While Gilbert’s own presence is typically palpable within the deeply personal interactions he represents, these new paintings mark a stark shift in perspective. His vantage point recedes before the frame and he becomes an observer encountering something transitory and unknowable in each scene, an outsider looking in. Interior lives and dynamics between figures are impossible to discern. A man clutching a potted plant stands before the open back seat door of a Hyundai as a woman in an evening gown emerges. A pedestrian appears subtly levitating, luminescing under an awning on an otherwise dark and rainy night, as he passes in front of a perforated roll gate partially obscuring and distorting an infinitely deep visual field. The intense, direct gaze of a woman holding a phone to her ear is both immediate and elusive, drawing the viewer into a moment that feels simultaneously confrontational and inaccessible. A man lifts the edge of a doormat in what appears to be an ordinary gesture but is possibly the uncovering of an illusion, or a momentary penetration of the threshold between the labyrinth that contains our social world and a larger external force.
Gilbert’s paintings reverberate with visual harmony observed directly from his immediate surroundings. He returns to the same storefronts— an eyebrow threading salon, a Gopuff, an Adidas store, and an AT&T store with a Bluemercury logo reflected in its window from across the street— with repeated and rigorous attention, harnessing a different phenomenon each time. His eye transcends what is directly present, revealing a magically charged underpinning to each space. Enchanted raindrops, ectoplasmic puddles, unnaturally emitted light, visual echoes, and transparencies suggest a thin veil between our world and supernatural activity beyond our understanding. In a time defined as much by the seismic changes we anticipate as by our lived experience, Gilbert’s work not only encapsulates this ultra-contemporary moment but catches the spectre of our looming future.
About Aaron Gilbert
Aaron Gilbert (b. 1979, Altoona, PA) lives and works in Brooklyn, New York. Gilbert received a BFA in painting from the Rhode Island School of Design (RISD) in 2005 followed by a MFA in painting from Yale University in 2008. Gilbert also holds an Associate of Science in Mechanical Engineering Technology from Penn State University (2000). Gilbert’s work has been exhibited with Sant’Andrea de Scaphis, Rome; PPOW Gallery, New York; Chris Sharp Gallery, Los Angeles; Lyles & King, New York; and Deitch Projects, New York. Gilbert’s work is in major public collections including the Whitney Museum of American Art, Brooklyn Museum of Art, Hammer Museum, Studio Museum in Harlem, Columbus Museum of Art, High Museum, and RISD Museum.
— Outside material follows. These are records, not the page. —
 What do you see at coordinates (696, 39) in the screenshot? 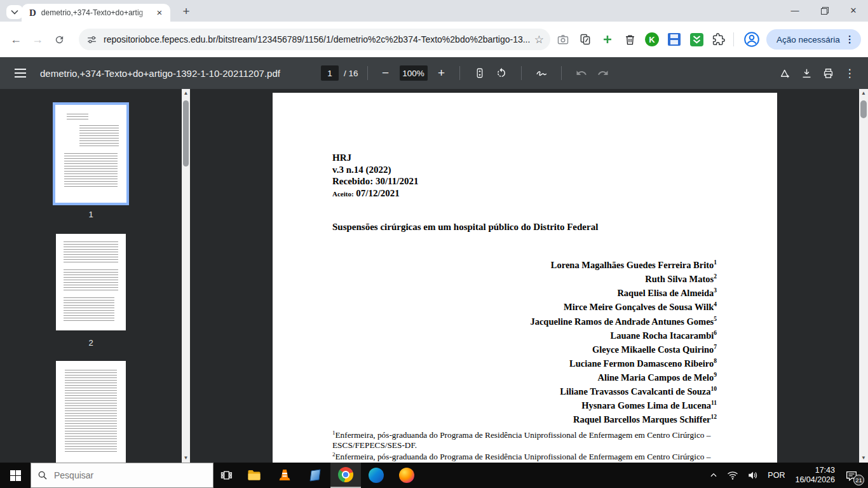
I see `double-chevron-extension-icon` at bounding box center [696, 39].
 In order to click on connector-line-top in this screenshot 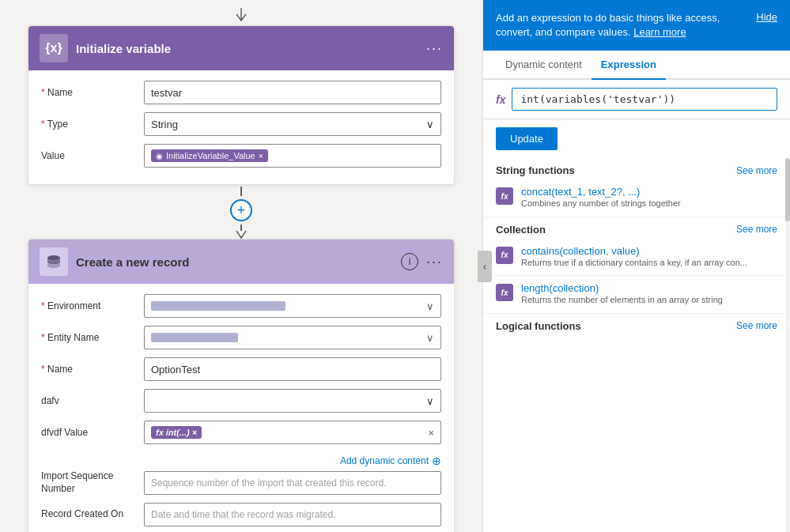, I will do `click(241, 191)`.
Aaron Gilbert has also been the recipient of many awards including the Colene Brown Art Prize in 2022, Louis Comfort Tiffany Foundation Grant in 2015, and was named the 2010 “Young American Painter of Distinction” by the American Academy of Arts and Letters. Gilbert has held residencies at Fountainhead Residency (2013), Yaddo (2012), Lower Manhattan Cultural Council Workspace Residency (2008), and American Academy in Rome Affiliate Fellowship (2008).



















Aaron Gilbert is a contemporary painter who captures the psychological and philosophical complexities of the human experience through compelling figuration and intricate emotional landscapes amidst societal upheaval. Gilbert weaves together nuanced narratives that explore the intersection of personal, social, and historical forces, drawing influence from art historical references as far reaching as Italian Quattrocento, Mexican Retablos, Byzantine Icons, Pompeii Frescoes, and artists of the Weimar Republic that shaped Modernism and Expressionism.